Bencie Woll, Gary Morgan, Ros C. Herman
City University, London, England
b.woll@city.ac.uk

The acquisition of British Sign Language complex verb constructions

A specific grammatical construction British Sign Language is described from a developmental perspective, using data obtained from a group of over 120 children aged 3y - 13y, acquiring BSL as a native language. These data were collected while developing a normed assessment of BSL grammar, and include measures of comprehension and production of single sentences, and narrative production.

The particular structure examined in the paper is used to describe an event where one person directs an action towards a specified body part of a second person. In the literature on other sign languages, similar structures have been described: body-anchored spatial verbs (Pizzuto 1990); locative grid verbs (Supalla 1982); body-location verbs (Bellugi et al 1990), etc. Examples of these constructions can be translated into English as: "the boy touched the girl on the shoulder" or "the girl combs the other girl's hair". The packaging of these two-participant events within BSL morpho-syntax requires the signer to locate two referents in sign space, and then articulate the verb from two different perspectives, the first perspective the agent and action e.g. "touch, comb, put" the second specifying the experiencer and the body-part affected e.g. "shoulder, hair, head". The prolonged development of the complete form of this structure is argued to be a function of the linguistic as well as cognitive complexity of this construction.

In relation to issues of management of a corpus consisting of many examples of the same target utterance, the digitisation and re-ordering of individual sentences is discussed, together with the use of Signstream for sentence coding.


:: PROBLEM TO WORK ON ::
Considering every line below, count those with the word "pixels" and give only the result.

[Website and app data records]
☆ ☆ ☆ ☆ ☆ ☆ ☆
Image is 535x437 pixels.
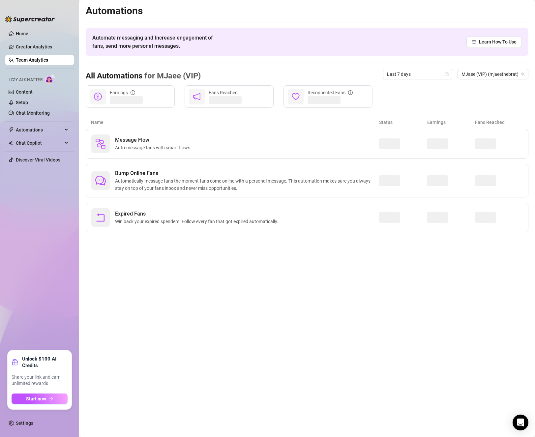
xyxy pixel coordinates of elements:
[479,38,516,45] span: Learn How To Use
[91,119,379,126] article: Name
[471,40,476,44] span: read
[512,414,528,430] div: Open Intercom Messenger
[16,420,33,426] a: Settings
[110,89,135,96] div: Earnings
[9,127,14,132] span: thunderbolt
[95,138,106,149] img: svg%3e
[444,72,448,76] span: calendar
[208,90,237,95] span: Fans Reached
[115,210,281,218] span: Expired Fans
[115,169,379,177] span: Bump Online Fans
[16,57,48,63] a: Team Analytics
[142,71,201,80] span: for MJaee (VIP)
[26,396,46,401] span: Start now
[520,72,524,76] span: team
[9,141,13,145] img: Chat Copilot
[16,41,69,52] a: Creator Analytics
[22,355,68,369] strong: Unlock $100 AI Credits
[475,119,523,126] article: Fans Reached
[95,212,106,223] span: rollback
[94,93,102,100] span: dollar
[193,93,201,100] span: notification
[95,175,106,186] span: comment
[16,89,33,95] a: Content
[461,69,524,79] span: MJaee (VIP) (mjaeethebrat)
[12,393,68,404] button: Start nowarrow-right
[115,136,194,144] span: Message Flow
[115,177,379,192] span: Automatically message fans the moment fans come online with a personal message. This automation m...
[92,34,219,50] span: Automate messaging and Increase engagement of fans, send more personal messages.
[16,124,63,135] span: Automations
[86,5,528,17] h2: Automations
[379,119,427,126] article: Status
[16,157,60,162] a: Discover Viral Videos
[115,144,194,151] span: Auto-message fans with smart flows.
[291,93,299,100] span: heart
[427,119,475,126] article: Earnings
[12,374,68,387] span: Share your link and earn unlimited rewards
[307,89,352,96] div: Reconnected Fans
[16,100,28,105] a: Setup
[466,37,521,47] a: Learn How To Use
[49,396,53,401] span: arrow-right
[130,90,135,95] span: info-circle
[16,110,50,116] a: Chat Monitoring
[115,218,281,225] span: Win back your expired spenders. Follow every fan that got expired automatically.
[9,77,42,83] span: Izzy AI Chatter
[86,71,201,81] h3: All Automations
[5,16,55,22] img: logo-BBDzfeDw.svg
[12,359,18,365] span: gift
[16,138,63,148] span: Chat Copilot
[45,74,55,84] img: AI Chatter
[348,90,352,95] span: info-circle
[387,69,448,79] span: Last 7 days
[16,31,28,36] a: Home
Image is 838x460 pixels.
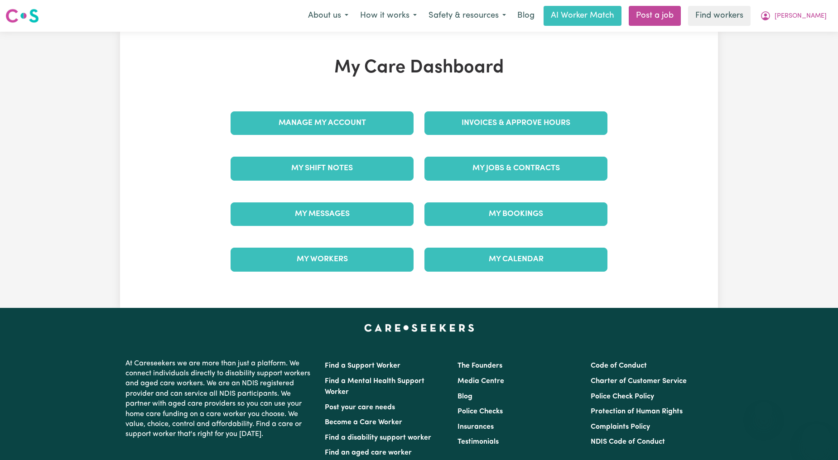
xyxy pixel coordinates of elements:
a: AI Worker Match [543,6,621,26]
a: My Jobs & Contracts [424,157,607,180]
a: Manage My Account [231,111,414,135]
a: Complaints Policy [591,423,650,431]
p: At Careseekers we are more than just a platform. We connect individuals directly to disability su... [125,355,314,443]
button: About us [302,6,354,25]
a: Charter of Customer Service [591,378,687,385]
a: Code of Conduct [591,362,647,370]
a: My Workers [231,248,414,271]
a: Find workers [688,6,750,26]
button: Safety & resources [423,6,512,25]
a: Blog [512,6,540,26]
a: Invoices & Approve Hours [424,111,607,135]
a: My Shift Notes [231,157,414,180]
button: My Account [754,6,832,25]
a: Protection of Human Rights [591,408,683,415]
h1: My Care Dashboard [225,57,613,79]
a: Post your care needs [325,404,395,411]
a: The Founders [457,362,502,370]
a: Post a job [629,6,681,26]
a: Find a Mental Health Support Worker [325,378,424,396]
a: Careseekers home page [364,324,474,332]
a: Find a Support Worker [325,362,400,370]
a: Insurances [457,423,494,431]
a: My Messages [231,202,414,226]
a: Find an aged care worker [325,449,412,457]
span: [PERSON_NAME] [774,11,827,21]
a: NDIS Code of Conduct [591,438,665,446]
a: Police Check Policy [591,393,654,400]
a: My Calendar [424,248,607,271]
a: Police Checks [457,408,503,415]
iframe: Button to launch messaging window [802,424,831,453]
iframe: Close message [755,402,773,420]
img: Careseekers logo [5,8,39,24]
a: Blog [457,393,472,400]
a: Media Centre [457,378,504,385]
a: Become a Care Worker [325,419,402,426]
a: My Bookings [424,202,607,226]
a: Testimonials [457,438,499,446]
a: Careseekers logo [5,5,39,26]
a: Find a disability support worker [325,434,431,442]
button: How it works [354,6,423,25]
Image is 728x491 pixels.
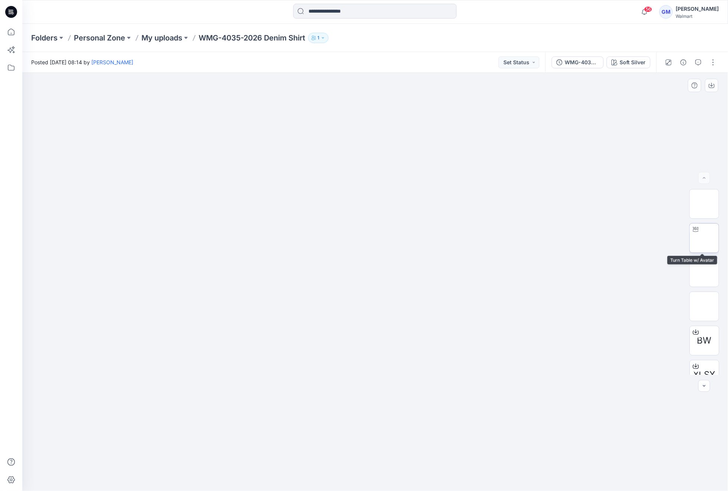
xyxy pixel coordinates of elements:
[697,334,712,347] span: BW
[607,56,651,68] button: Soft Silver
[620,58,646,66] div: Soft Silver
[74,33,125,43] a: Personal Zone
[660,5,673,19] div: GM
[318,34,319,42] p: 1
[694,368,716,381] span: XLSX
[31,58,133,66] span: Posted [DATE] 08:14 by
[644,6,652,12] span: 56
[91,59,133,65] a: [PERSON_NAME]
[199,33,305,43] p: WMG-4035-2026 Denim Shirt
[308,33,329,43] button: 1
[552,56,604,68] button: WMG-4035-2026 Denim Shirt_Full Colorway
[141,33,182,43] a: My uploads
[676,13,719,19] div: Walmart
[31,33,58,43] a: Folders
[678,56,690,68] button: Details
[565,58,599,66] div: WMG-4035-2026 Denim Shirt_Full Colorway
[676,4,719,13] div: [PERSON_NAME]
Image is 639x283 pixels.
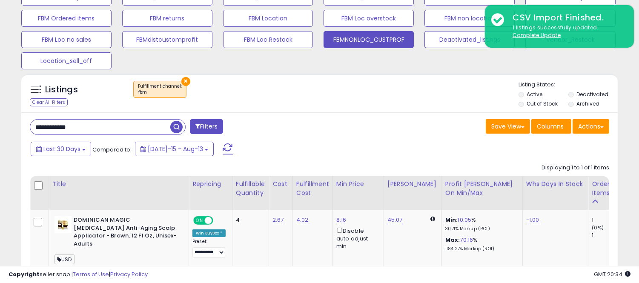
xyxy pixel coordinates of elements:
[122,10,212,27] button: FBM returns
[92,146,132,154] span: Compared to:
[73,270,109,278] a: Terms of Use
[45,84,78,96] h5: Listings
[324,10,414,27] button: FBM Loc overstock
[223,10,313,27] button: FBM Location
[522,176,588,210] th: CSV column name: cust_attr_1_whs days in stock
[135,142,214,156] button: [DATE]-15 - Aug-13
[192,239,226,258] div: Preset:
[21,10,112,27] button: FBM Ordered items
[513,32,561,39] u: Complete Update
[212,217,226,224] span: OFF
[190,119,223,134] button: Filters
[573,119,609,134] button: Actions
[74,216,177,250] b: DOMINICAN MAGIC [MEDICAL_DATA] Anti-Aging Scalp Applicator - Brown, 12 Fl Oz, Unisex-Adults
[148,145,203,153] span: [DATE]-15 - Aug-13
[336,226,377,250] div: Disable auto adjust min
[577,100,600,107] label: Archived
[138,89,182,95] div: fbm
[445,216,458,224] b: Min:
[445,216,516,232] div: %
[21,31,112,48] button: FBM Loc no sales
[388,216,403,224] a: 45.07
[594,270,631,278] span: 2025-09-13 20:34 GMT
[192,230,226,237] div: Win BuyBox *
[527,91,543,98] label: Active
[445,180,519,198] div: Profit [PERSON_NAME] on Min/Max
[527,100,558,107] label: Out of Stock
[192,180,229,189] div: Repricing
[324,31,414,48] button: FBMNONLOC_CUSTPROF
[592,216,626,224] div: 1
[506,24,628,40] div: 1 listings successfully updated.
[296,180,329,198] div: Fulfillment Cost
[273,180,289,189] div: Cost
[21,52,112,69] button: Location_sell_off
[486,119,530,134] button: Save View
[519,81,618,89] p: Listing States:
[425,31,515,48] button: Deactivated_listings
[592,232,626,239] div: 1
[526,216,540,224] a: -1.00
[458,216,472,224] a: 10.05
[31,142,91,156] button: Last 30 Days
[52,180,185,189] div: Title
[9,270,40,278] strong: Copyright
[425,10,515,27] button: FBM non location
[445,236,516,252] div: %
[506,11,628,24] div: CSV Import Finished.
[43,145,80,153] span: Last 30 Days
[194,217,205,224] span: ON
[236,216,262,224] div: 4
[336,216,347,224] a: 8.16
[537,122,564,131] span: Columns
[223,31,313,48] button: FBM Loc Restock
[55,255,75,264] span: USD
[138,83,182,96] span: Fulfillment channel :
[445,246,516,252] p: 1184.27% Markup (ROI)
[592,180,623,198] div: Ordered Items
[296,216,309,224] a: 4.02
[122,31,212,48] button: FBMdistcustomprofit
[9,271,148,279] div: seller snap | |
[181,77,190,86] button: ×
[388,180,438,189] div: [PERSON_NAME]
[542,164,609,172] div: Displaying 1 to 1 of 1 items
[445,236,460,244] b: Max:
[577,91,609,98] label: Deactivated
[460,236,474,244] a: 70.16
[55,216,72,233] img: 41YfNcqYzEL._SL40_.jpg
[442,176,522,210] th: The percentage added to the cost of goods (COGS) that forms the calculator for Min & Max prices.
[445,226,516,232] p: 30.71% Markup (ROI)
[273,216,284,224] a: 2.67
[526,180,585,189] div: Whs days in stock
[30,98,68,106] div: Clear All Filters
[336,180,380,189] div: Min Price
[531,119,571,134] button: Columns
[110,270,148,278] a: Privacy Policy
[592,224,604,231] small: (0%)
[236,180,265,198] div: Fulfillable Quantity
☆ ☆ ☆ ☆ ☆ ☆ ☆
:: RESPONSE BELOW ::
4